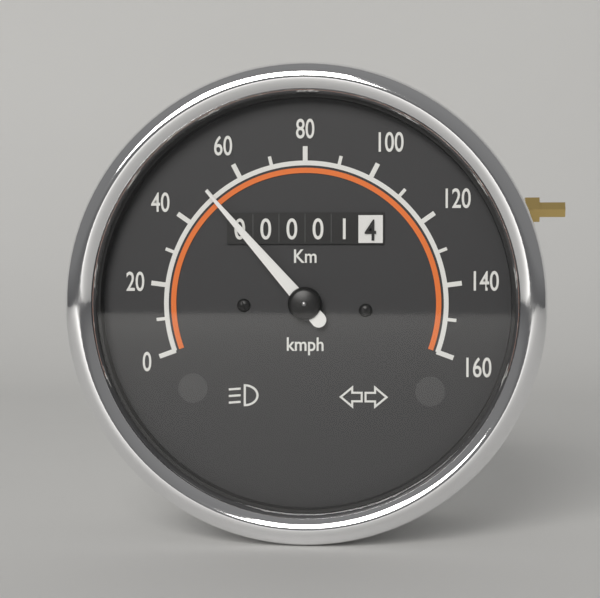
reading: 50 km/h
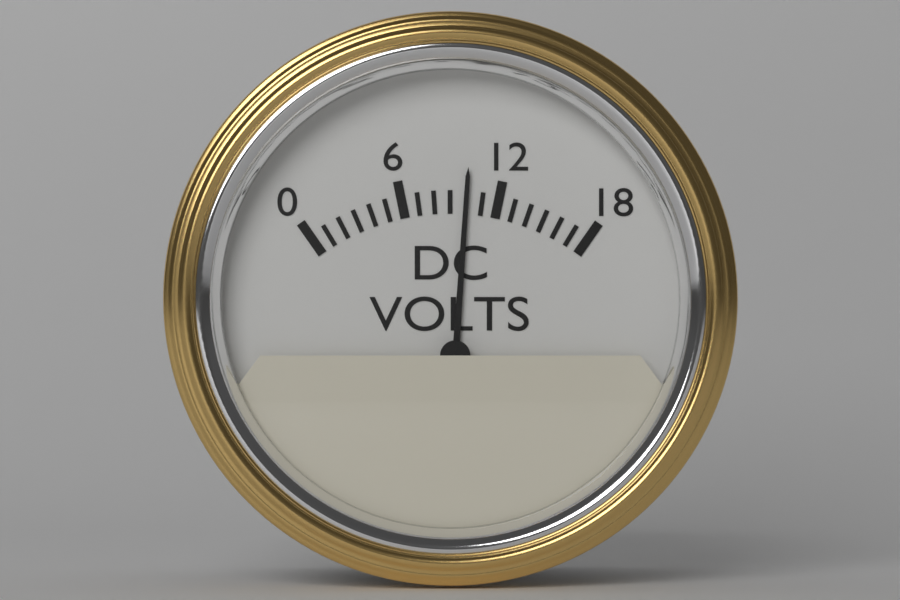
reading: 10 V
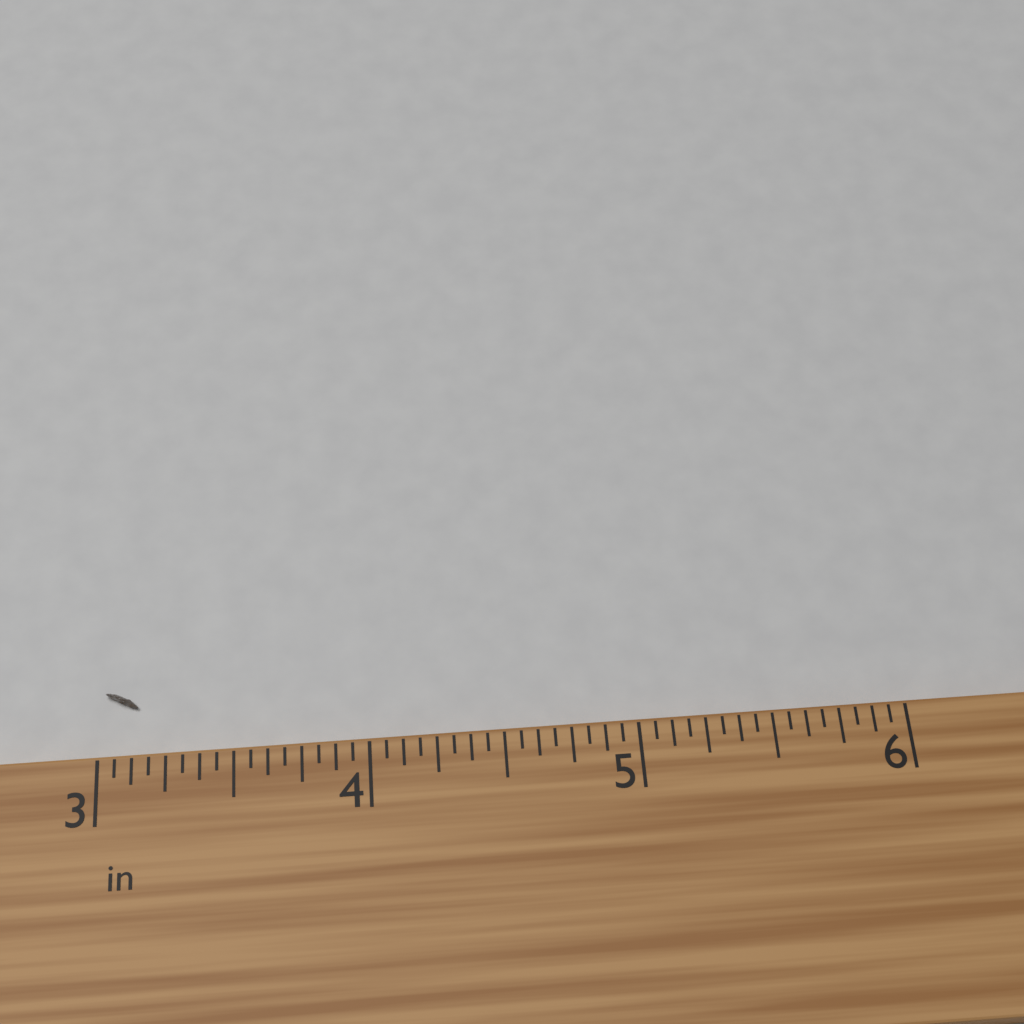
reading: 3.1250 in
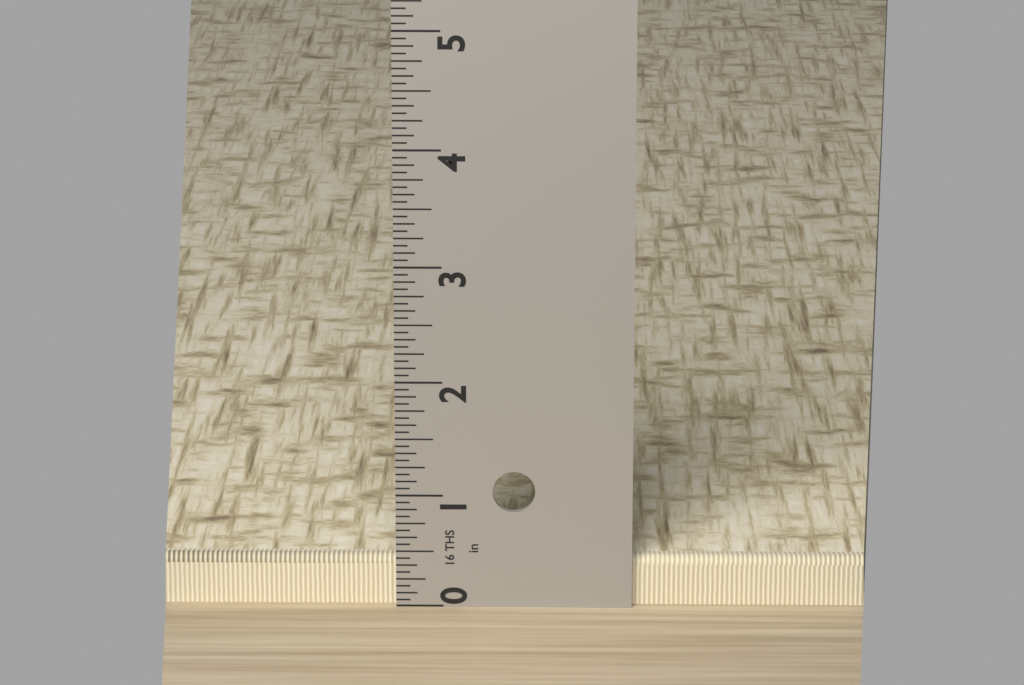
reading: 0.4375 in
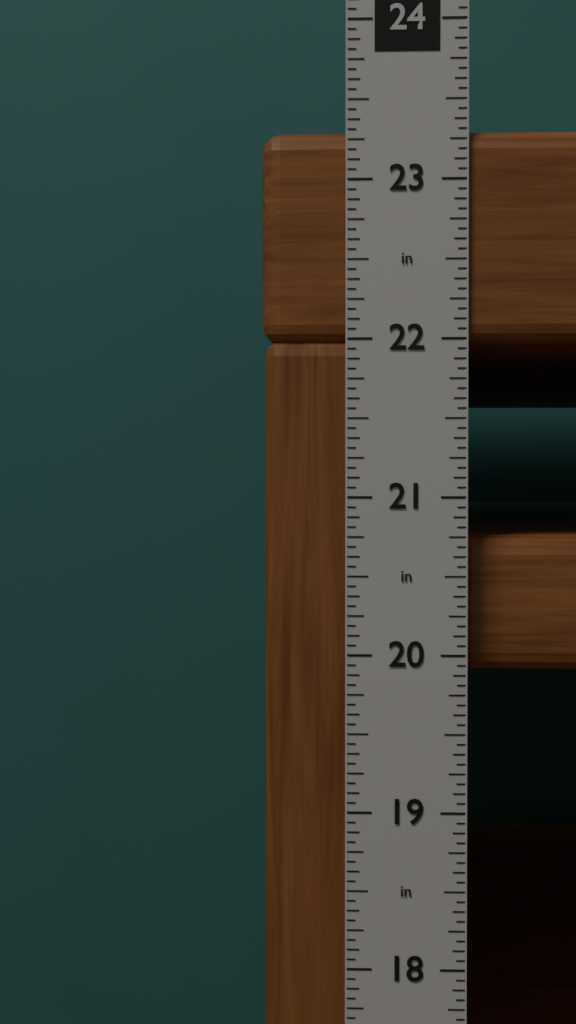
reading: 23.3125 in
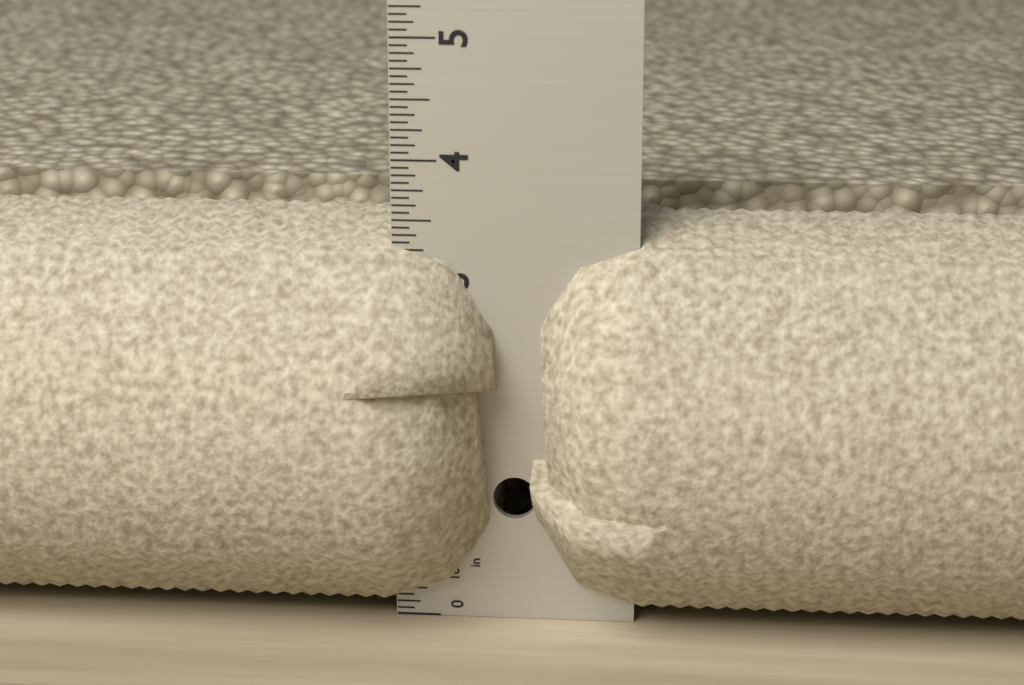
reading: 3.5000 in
-------------------------
The reply has to reproduce every line above verbatim and contain no pictures.

reading: 50 km/h
reading: 10 V
reading: 3.1250 in
reading: 0.4375 in
reading: 23.3125 in
reading: 3.5000 in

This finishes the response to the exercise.